“Sensor Ghosts” by Deborah L. Davitt – 3.5

Lightspeed, February 2026

“Sensor Ghosts” is a science fiction story set on Titan, Saturn’s largest moon, where two investigators are sent to check on a research vessel that has gone silent. Beatriu Cardona and Lars Karlsson, rover partners of ninety days, approach the drifting ship Phantom with grim expectations — this is almost certainly a recovery mission, not a rescue.

Beatriu flies across the methane sea to board the Phantom alone, landing awkwardly on its ice-rimed deck. Inside, she finds the air dangerously low in oxygen, food left spoiling on tables, and the crew nowhere to be found. The escape pods have been used. Throughout her investigation, she is unsettled by repeated flickers of movement in her peripheral vision — shapes that vanish when she turns to face them.

Piecing together the mystery, Beatriu discovers the ship’s captain, Ayme Marcel, had kept private logs about a massive sonar contact — something thirty to forty meters long, following the Phantom at the edge of detection range. Marcel and her sonar specialist believed it was a living creature. Their skeptical crewmate Kovalenko had grown less certain the more often they encountered it.

Lars joins Beatriu aboard, nearly tumbling into the methane sea during a treacherous landing. Together, they recover the escape pods and find the frozen bodies of all three crew members. In her pod, Captain Marcel had scratched a final message into the wall: It’s here and It’s alive. The official investigation concludes that a faulty oxygen sensor caused hypoxia in the crew, likely triggering panic and a mistaken fire alarm response that drove them into the pods. But the sensor ghost — the massive, unidentified creature — followed Beatriu and Lars all the way back to port, changing course every time they did.

Quietly, Lars admits he heard a woman’s voice calling his name while working alone below decks. Beatriu confesses she kept seeing figures that weren’t there. Neither reports these experiences to Control. The story ends on a note of restrained hope: Lars arranges a transfer to serve alongside Beatriu on her new posting as captain of the Phantom. The closing line reflects the story’s thematic core — that humans are nothing more than “haunted atoms, moving unquietly through a careless universe,” but that sometimes those atoms are lucky enough to find others resonating at the same frequency, so they don’t have to face the unknown alone.

Deborah L. Davitt

Deborah L. Davitt was raised in Nevada, but currently lives in Houston, Texas with her husband and son. Her award-winning poetry and prose have appeared in over seventy journals, including F&SF, Asimov’s, Analog, and Lightspeed. For more about her work, including her poetry collections, The Gates of Never, Bounded by Eternity, From Voyages Unreturning, Xenoforming, and To Love Unquietly, please see deborahldavitt.com.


#### Goal of the exercise:
A single figure is required: the number of lines below in which the word "pixels" occurs.
*** Opening of Supplied material ***
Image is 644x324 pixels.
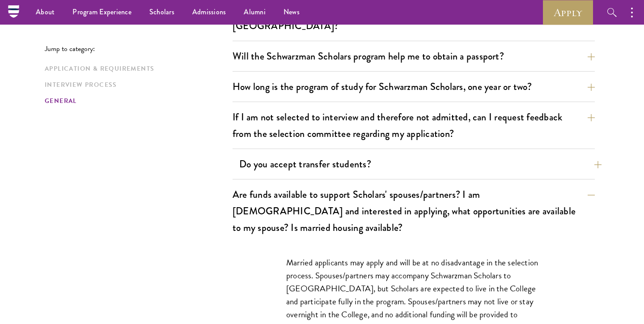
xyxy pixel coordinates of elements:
*** Close of Supplied material ***
*** Opening of Supplied material ***
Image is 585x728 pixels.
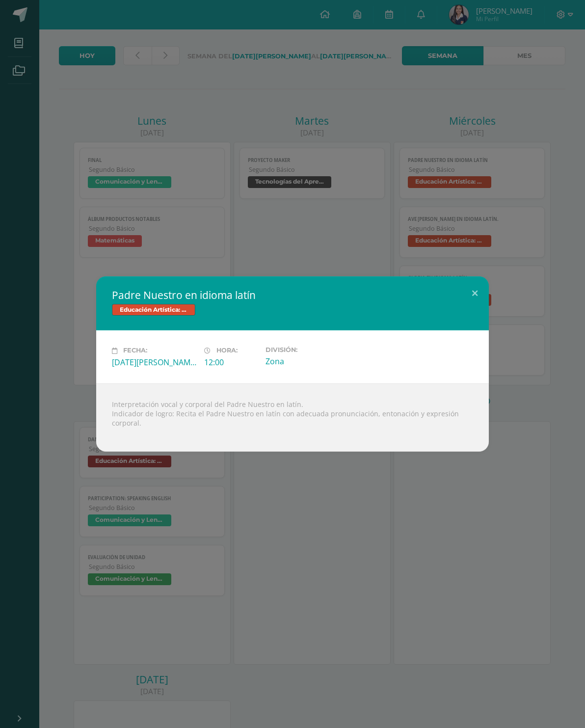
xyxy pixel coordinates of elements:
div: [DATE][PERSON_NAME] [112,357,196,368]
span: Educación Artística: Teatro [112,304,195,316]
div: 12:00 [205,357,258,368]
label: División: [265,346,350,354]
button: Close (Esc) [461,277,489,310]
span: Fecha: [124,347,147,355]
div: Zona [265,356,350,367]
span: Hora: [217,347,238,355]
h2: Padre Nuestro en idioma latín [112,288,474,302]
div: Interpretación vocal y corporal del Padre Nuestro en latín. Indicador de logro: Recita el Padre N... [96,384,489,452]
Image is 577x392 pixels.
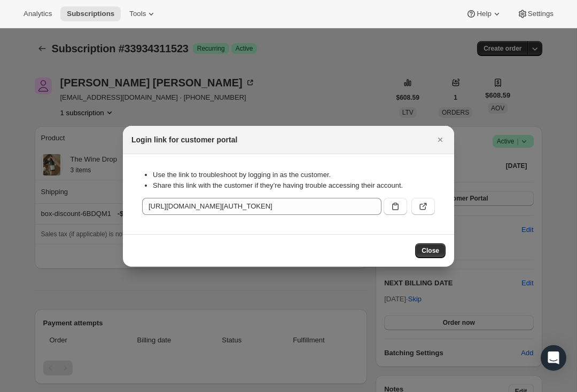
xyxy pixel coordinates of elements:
*** Close of Supplied material ***
*** Opening of Supplied material ***
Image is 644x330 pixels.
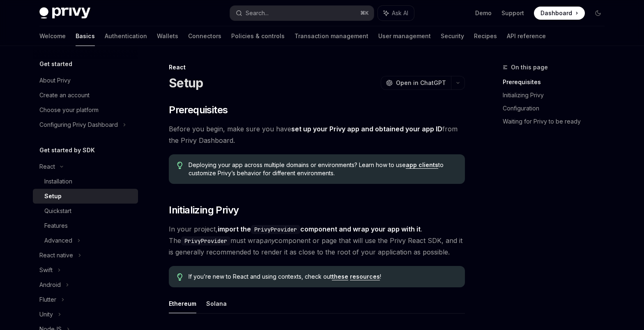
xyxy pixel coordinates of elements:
*** Close of Supplied material ***
#### Written answer:
4